Tuesday, 4 May 2010

Plurality of Worlds

I just finished reading Multiverses and blackberries by Martin Gardner (in his 2003 book Are Universes Thicker than Blackberries?). In this article he discusses the Many Worlds Interpretations (MWI) of quantum mechanics. As an extreme example of MWI the work of David Lewis, The Plurality of Worlds (1986, see the wiki page, or read parts on Google books) is mentioned. David Lewis "seriously maintains that every logically possible universe-that is, one with no logical contradictions ... is out there." (M. Gardner, 2003)

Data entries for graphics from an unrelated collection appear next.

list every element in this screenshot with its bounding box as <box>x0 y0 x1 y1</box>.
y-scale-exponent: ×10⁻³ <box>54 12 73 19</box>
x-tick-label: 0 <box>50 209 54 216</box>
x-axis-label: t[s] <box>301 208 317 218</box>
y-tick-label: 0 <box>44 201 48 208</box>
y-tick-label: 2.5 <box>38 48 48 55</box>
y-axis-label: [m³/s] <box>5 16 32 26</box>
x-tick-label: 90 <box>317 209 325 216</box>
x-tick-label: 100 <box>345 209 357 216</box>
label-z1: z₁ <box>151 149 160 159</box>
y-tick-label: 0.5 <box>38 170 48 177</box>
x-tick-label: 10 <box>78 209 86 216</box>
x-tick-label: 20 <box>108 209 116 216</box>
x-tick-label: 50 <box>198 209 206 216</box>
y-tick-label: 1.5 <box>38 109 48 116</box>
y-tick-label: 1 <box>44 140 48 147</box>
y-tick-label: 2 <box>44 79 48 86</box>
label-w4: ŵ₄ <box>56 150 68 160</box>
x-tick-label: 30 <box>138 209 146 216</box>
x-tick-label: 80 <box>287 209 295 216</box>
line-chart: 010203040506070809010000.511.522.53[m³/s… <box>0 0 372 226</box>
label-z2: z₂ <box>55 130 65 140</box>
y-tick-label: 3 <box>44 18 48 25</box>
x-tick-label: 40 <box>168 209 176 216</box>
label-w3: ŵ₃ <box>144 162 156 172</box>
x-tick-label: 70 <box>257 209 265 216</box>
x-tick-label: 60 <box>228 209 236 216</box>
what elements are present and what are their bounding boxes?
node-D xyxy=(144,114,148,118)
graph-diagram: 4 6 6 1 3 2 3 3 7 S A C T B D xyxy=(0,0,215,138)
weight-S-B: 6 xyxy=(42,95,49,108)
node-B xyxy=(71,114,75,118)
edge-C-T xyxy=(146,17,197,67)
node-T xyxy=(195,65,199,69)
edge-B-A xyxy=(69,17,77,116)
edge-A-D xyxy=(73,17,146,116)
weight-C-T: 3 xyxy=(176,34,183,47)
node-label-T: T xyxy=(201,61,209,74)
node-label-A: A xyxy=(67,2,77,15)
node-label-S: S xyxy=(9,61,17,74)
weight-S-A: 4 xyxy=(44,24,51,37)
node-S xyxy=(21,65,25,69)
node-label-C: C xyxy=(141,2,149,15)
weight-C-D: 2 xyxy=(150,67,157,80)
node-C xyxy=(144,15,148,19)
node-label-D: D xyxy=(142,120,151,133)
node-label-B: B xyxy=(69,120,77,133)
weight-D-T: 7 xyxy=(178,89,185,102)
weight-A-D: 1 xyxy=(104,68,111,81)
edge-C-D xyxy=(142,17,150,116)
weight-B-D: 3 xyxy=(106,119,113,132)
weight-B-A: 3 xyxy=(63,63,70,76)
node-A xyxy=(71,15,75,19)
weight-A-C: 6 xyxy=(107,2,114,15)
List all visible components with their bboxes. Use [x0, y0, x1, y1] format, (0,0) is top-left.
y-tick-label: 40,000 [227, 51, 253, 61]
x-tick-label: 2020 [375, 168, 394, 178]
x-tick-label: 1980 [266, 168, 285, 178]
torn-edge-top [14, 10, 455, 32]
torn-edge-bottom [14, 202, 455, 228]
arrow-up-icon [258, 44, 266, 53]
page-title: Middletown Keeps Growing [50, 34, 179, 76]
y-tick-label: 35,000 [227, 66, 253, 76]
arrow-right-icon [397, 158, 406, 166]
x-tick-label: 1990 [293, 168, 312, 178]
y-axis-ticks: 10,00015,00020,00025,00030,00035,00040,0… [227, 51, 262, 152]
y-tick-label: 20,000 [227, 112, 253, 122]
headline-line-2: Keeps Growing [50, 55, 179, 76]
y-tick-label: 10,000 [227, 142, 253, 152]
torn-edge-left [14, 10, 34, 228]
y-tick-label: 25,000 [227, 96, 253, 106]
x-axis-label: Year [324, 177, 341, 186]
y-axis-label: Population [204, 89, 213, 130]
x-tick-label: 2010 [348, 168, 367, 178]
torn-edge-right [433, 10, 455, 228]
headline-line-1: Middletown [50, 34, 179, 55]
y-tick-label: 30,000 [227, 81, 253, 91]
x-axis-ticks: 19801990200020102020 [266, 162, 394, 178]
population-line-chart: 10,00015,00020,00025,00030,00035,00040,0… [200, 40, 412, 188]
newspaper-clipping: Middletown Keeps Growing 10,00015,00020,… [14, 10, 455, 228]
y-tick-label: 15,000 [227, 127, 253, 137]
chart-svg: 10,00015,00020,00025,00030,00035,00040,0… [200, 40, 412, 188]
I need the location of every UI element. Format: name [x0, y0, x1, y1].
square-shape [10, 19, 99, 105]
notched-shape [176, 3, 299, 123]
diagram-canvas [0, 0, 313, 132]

It was not the first time I heard about David Lewis' theory, which belongs to modal realism. At first I found it a funny idea: some Universes would be extremely dull because they would exist only of for example of the number 2, others only of 15 - 3 = 12, or of all possible triangles. Others would be rich like ours.

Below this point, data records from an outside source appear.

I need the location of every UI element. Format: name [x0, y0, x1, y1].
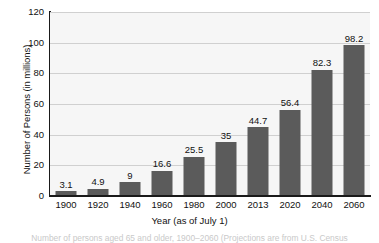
plot-area: 3.14.9916.625.53544.756.482.398.2: [50, 12, 370, 196]
x-tick-label: 2020: [274, 200, 306, 210]
y-tick-label: 100: [8, 38, 44, 48]
bar-value-label: 25.5: [185, 145, 204, 155]
bar-slot: 9: [114, 12, 146, 196]
bar[interactable]: [344, 45, 365, 196]
bar-value-label: 98.2: [345, 34, 364, 44]
x-tick-label: 1920: [82, 200, 114, 210]
bar-value-label: 16.6: [153, 159, 172, 169]
bar-slot: 56.4: [274, 12, 306, 196]
bar[interactable]: [280, 110, 301, 196]
x-tick-label: 2040: [306, 200, 338, 210]
source-caption: Number of persons aged 65 and older, 190…: [0, 233, 379, 243]
bar-value-label: 3.1: [59, 180, 72, 190]
bar-slot: 35: [210, 12, 242, 196]
x-tick-label: 1960: [146, 200, 178, 210]
bar-slot: 44.7: [242, 12, 274, 196]
x-axis-line: [49, 195, 371, 197]
bar-slot: 16.6: [146, 12, 178, 196]
y-tick-label: 120: [8, 7, 44, 17]
x-tick-label: 2013: [242, 200, 274, 210]
x-axis-title: Year (as of July 1): [0, 215, 379, 226]
x-tick-label: 1980: [178, 200, 210, 210]
bar-series: 3.14.9916.625.53544.756.482.398.2: [50, 12, 370, 196]
y-tick-label: 0: [8, 191, 44, 201]
bar-slot: 25.5: [178, 12, 210, 196]
bar-value-label: 9: [127, 171, 132, 181]
y-tick-label: 20: [8, 160, 44, 170]
x-tick-label: 1940: [114, 200, 146, 210]
x-tick-label: 1900: [50, 200, 82, 210]
bar[interactable]: [248, 127, 269, 196]
bar[interactable]: [152, 171, 173, 196]
bar-value-label: 35: [221, 131, 232, 141]
bar-slot: 4.9: [82, 12, 114, 196]
bar[interactable]: [184, 157, 205, 196]
bar[interactable]: [120, 182, 141, 196]
bar-value-label: 4.9: [91, 177, 104, 187]
bar-value-label: 56.4: [281, 98, 300, 108]
bar[interactable]: [312, 70, 333, 196]
y-axis-title: Number of Persons (in millions): [21, 22, 32, 198]
y-tick-label: 40: [8, 130, 44, 140]
y-tick-label: 80: [8, 68, 44, 78]
bar[interactable]: [216, 142, 237, 196]
bar-slot: 3.1: [50, 12, 82, 196]
bar-value-label: 82.3: [313, 58, 332, 68]
bar-value-label: 44.7: [249, 116, 268, 126]
y-tick-label: 60: [8, 99, 44, 109]
bar-slot: 82.3: [306, 12, 338, 196]
x-tick-label: 2000: [210, 200, 242, 210]
x-tick-label: 2060: [338, 200, 370, 210]
bar-slot: 98.2: [338, 12, 370, 196]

After thinking about it a bit longer, problems arise: all logically consistent Universes have logically consistent histories. Does this mean that every moment in the history of every possible Universe is an Universe? Or is the entire time-line of every possible Universe already there? In the latter case, we would live in an entirely deterministic Universe.

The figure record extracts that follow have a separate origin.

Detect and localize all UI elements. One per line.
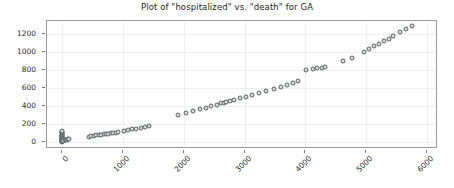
- data-point: [323, 65, 328, 70]
- grid-line-vertical: [427, 21, 428, 147]
- data-point: [60, 128, 65, 133]
- y-axis-tick-mark: [42, 69, 45, 70]
- y-axis-tick-mark: [42, 33, 45, 34]
- data-point: [209, 104, 214, 109]
- data-point: [398, 29, 403, 34]
- y-axis-tick-label: 1200: [17, 28, 36, 37]
- data-point: [250, 92, 255, 97]
- x-axis-tick-mark: [183, 150, 184, 153]
- data-point: [197, 107, 202, 112]
- y-axis-tick-label: 400: [22, 100, 36, 109]
- data-point: [290, 80, 295, 85]
- data-point: [341, 58, 346, 63]
- data-point: [271, 86, 276, 91]
- data-point: [175, 112, 180, 117]
- grid-line-vertical: [366, 21, 367, 147]
- grid-line-horizontal: [47, 52, 436, 53]
- grid-line-horizontal: [47, 70, 436, 71]
- x-axis-tick-label: 5000: [355, 154, 375, 174]
- x-axis-tick-label: 1000: [111, 154, 131, 174]
- y-axis-tick-label: 200: [22, 118, 36, 127]
- grid-line-horizontal: [47, 106, 436, 107]
- x-axis-labels: 0100020003000400050006000: [46, 150, 437, 188]
- data-point: [116, 130, 121, 135]
- x-axis-tick-mark: [122, 150, 123, 153]
- y-axis-tick-mark: [42, 87, 45, 88]
- data-point: [244, 94, 249, 99]
- x-axis-tick-mark: [365, 150, 366, 153]
- chart-figure: Plot of "hospitalized" vs. "death" for G…: [0, 0, 454, 188]
- data-point: [203, 105, 208, 110]
- grid-line-horizontal: [47, 88, 436, 89]
- data-point: [238, 96, 243, 101]
- grid-line-horizontal: [47, 142, 436, 143]
- x-axis-tick-label: 0: [61, 154, 71, 164]
- data-point: [279, 84, 284, 89]
- data-point: [285, 82, 290, 87]
- chart-title: Plot of "hospitalized" vs. "death" for G…: [0, 2, 454, 12]
- y-axis-tick-label: 1000: [17, 46, 36, 55]
- x-axis-tick-mark: [426, 150, 427, 153]
- y-axis-labels: 020040060080010001200: [0, 20, 42, 148]
- data-point: [147, 124, 152, 129]
- x-axis-tick-label: 3000: [233, 154, 253, 174]
- x-axis-tick-mark: [304, 150, 305, 153]
- data-point: [190, 109, 195, 114]
- data-point: [232, 98, 237, 103]
- grid-line-vertical: [305, 21, 306, 147]
- grid-line-horizontal: [47, 34, 436, 35]
- data-point: [349, 55, 354, 60]
- y-axis-tick-mark: [42, 141, 45, 142]
- data-point: [257, 91, 262, 96]
- x-axis-tick-mark: [244, 150, 245, 153]
- x-axis-tick-mark: [61, 150, 62, 153]
- grid-line-vertical: [245, 21, 246, 147]
- x-axis-tick-label: 6000: [415, 154, 435, 174]
- grid-line-horizontal: [47, 124, 436, 125]
- data-point: [410, 24, 415, 29]
- y-axis-tick-mark: [42, 123, 45, 124]
- data-point: [303, 67, 308, 72]
- y-axis-tick-label: 600: [22, 82, 36, 91]
- y-axis-tick-label: 0: [31, 136, 36, 145]
- data-point: [404, 26, 409, 31]
- x-axis-tick-label: 4000: [294, 154, 314, 174]
- data-point: [183, 110, 188, 115]
- data-point: [296, 79, 301, 84]
- data-point: [361, 49, 366, 54]
- x-axis-tick-label: 2000: [172, 154, 192, 174]
- data-point: [391, 34, 396, 39]
- plot-area: [46, 20, 437, 148]
- y-axis-tick-mark: [42, 51, 45, 52]
- data-point: [67, 136, 72, 141]
- grid-line-vertical: [184, 21, 185, 147]
- y-axis-tick-label: 800: [22, 64, 36, 73]
- data-point: [263, 89, 268, 94]
- y-axis-tick-mark: [42, 105, 45, 106]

To this moment, I have not read Lewis' work myself, so I cannot be completely certain about the following, but what I know about the Plurality of Worlds-theory suggests a more fundamental problem. A Universe that has no 'parallel Universes' to it, that is the Only One Universe, can be without logical contradictions. According to the theory, that Universe would exist. However, it would rule out all the other Universes.
One may conclude that the Plurality of Worlds-theory itself leads to logical contradictions. The Universes that contain a Plurality of Worlds-theory could therefore not exist within the theory. Since the theory does exist, the Plurality of Worlds-theory must be false!